Iran - Gas after Sanctions
Iran’s drive to produce as much oil as possible in the wake of Sunday’s lifting of international oil trade sanctions will have profound repercussions for Iranian gas sector development.
Although Iran is set to see a massive increase in gas output, the prime focus will likely be on pumping gas into the oilfields to boost oil production by as much as possible and as fast as possible.
The situation is exacerbated because the expected surge in Iranian oil production comes against a background of falling oil prices and rising competition with Saudi Arabia for market share.
With Iran increasingly reliant on gas injection to enhance and maintain oilfield output, there will, at least in the immediate future, be less gas available than expected both for domestic consumption, which continues to soar, and for sales abroad, despite Iran’s ambitious gas export plans.
According to Bloomberg analyst Julian Lee, Iran is in a good position to deliver on its target to raise oil output by 500,000 b/d within six weeks and by a further 500,000 b/d six months after that.
“Most analysts are sceptical,” Lee told an energy conference in Calgary, Canada, on 12 January. However, he argued, “fields were shut in in a very managed way, when sanctions were applied. He added: “We don’t know what it’s capability is but there is circumstantial evidence that it can come close to doing what it says it can do.”
Moreover, Lee said, reservoir engineers who have visited the fields recently, consider that reports of high 8% decline rates are overstated, with decline rates for onshore fields less than half that.
But Iran will be hurt by the circumstances surrounding the lifting of oil trade sanctions. In practice, it is now engaged in a fierce competition with Saudi Arabia for oil market share, a competition which began when Saudi Arabia decided at the OPEC meeting in November 2014 that it would not cut back its own oil production to shore up prices unless it was absolutely convinced that other major players, including Iran, Iraq and non-Opec Russia would do likewise and which became exacerbated with the breaking of diplomatic relations between Riyadh and Tehran earlier this month.
So it was scarcely surprising that the steady fall in oil prices in recent months should be maintained in the wake of the lifting of sanctions, with Brent trading at around $28.50 to $29.00 a barrel on Monday. In the absence of any further political shocks to the oil market, Ed Morse, Head of Global Commodity Research at Citibank, considers oil prices could fall to $20 a barrel. Meanwhile, Iran and Saudi Arabia remain engulfed in a vicious circle of rising oil production and falling oil prices, with both hoping that they can secure an increase in oil revenues by raising production faster than oil prices are falling.
The fall in oil prices will impact on gas, both because most gas supply contracts still contain some kind of an oil-price link and because those that do not – those that rely essentially on gas-on-gas pricing mechanisms – will be affected by the likelihood that, for a while a least, oil-linked prices will be lower than gas-linked prices.
For Iran, the short-term focus, which may well extend into the medium-term, will be on oil exports, since these constitute the quickest source of vitally needed hard-cash revenues. Any drive for significant new gas exports will have to wait.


= Problem =
Would you repeat every entry below word for word but drop the images?

━━━━━ Records shown ━━━━━

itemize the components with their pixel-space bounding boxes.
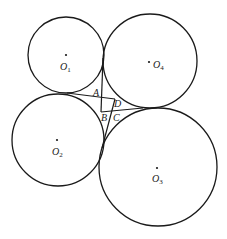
diagram-canvas: O1O4O2O3ADBC (0, 0, 227, 239)
tangent-circles-diagram: O1O4O2O3ADBC (0, 0, 227, 239)
point-label-d: D (113, 98, 122, 109)
labels-layer: O1O4O2O3ADBC (52, 54, 164, 186)
center-label-o4: O4 (153, 59, 164, 72)
center-dot-o4 (148, 61, 150, 63)
center-label-o3: O3 (152, 173, 163, 186)
point-label-b: B (101, 112, 107, 123)
tangent-lines-layer (67, 58, 143, 148)
tangent-line-1 (67, 93, 115, 99)
center-dot-o3 (156, 167, 158, 169)
center-label-o1: O1 (60, 61, 71, 74)
point-label-a: A (92, 87, 100, 98)
center-label-o2: O2 (52, 146, 63, 159)
center-dot-o2 (56, 139, 58, 141)
circle-o3 (99, 108, 217, 226)
circle-o4 (103, 14, 197, 108)
point-label-c: C (113, 112, 120, 123)
center-dot-o1 (65, 54, 67, 56)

━━━━━

= Output below =
itemize the components with their pixel-space bounding boxes.
diagram-canvas: O1O4O2O3ADBC (0, 0, 227, 239)
tangent-circles-diagram: O1O4O2O3ADBC (0, 0, 227, 239)
point-label-d: D (113, 98, 122, 109)
labels-layer: O1O4O2O3ADBC (52, 54, 164, 186)
center-label-o4: O4 (153, 59, 164, 72)
center-dot-o4 (148, 61, 150, 63)
center-label-o3: O3 (152, 173, 163, 186)
point-label-b: B (101, 112, 107, 123)
tangent-lines-layer (67, 58, 143, 148)
tangent-line-1 (67, 93, 115, 99)
center-dot-o3 (156, 167, 158, 169)
center-label-o1: O1 (60, 61, 71, 74)
point-label-a: A (92, 87, 100, 98)
center-label-o2: O2 (52, 146, 63, 159)
center-dot-o2 (56, 139, 58, 141)
circle-o3 (99, 108, 217, 226)
circle-o4 (103, 14, 197, 108)
point-label-c: C (113, 112, 120, 123)
center-dot-o1 (65, 54, 67, 56)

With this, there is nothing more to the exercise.